There's never any news that comes out of Memorial Day and it's so reflexively politicized -- praising the work of American soldiers is pro-Iraq; expressing sorrow for those who have died is subversively anti -- so it often just gets left off of blogs altogether. But I always find it an interesting moment to reflect on leaders' attitudes towards the people they command: Do they seem to have any interest in veterans, any real humility in the face of soldiers' work, any sense of the awesome responsibility they have to ensure that the battles into which they send their country's newly-hatched adults are handled with the very best judgment?

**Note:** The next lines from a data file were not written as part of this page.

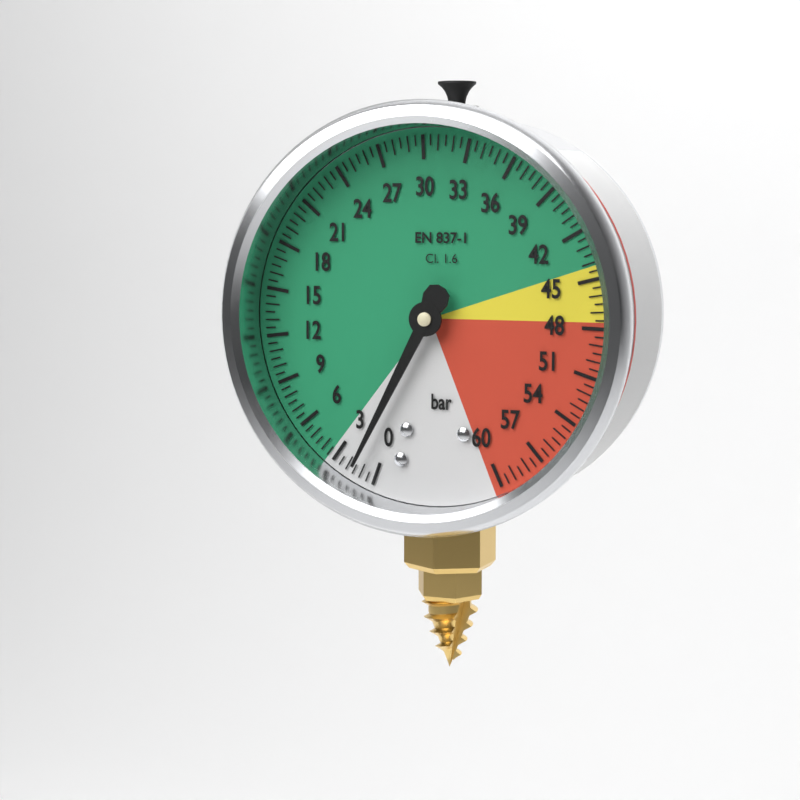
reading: 1.5 bar
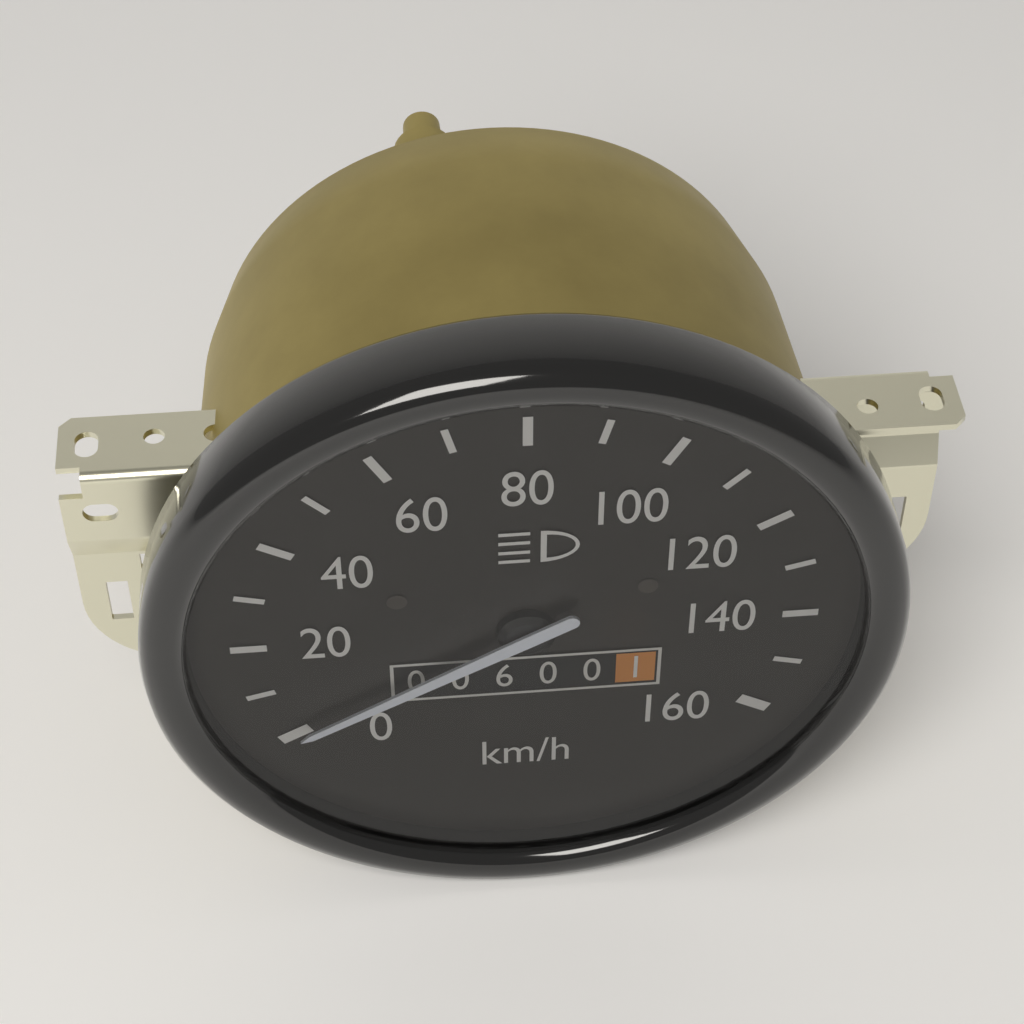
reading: 0 km/h
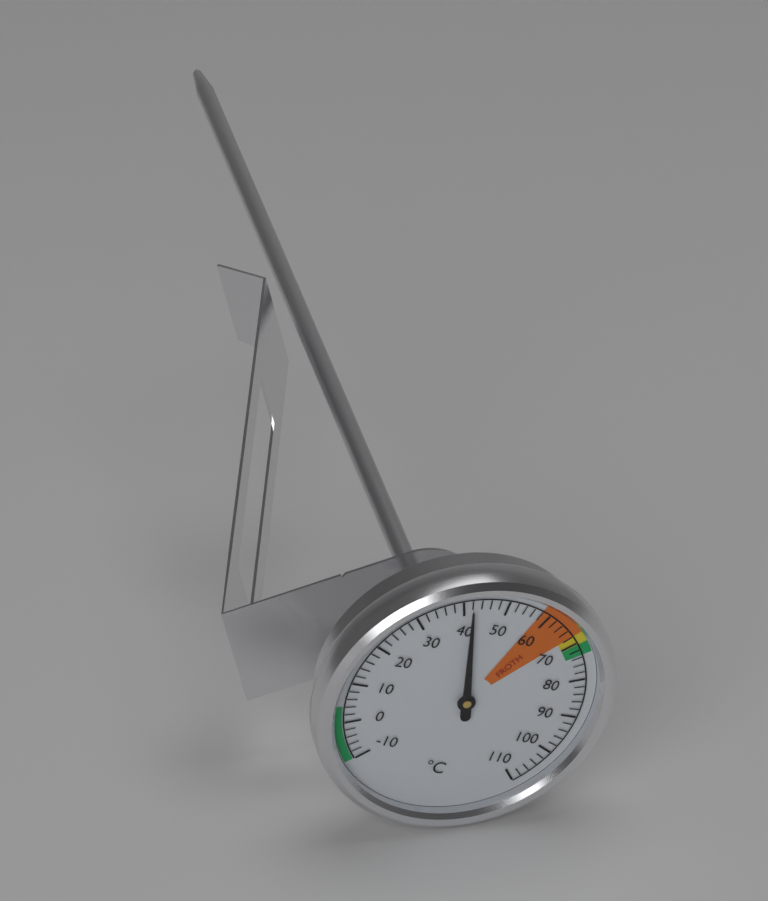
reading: 42 °C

The most serious understanding of his responsibility towards his soldiers probably was Lincoln's: He vacationed at a veterans' home, often talked of his tangible grief for the dead, and felt their ghosts constantly with him as he pored over his battle maps. More than that, he always tried to evoke to the public the true scale of its loss and to justify what that loss was for -- a duty our current regime, in its efforts to keep images of the Iraq dead out of the newspapers, doesn't appear to feel as heavily. Old Abe should have taught us that expressing the terrible weight of what's been lost when we go to war isn't automatically an antiwar or undermining gesture; just the opposite. I don't want to presume what kind of sorrow for the Iraq dead is or isn't inside of Bush's heart, but his eternal need to portray the war as sunny and low-sacrifice is simply at odds with sincerely feeling its losses. He's a man who has no interest in follow-through, who blocks the hard stuff out, like his poll numbers. 

So I don't recommend his Memorial Day statement. But try this moving meditation in the Post by an Army officer who goes to the funerals of enlisted men killed in Iraq -- it's collection of interesting thoughts on who bears the sacrifice and how, but one that doesn't work too hard to press points.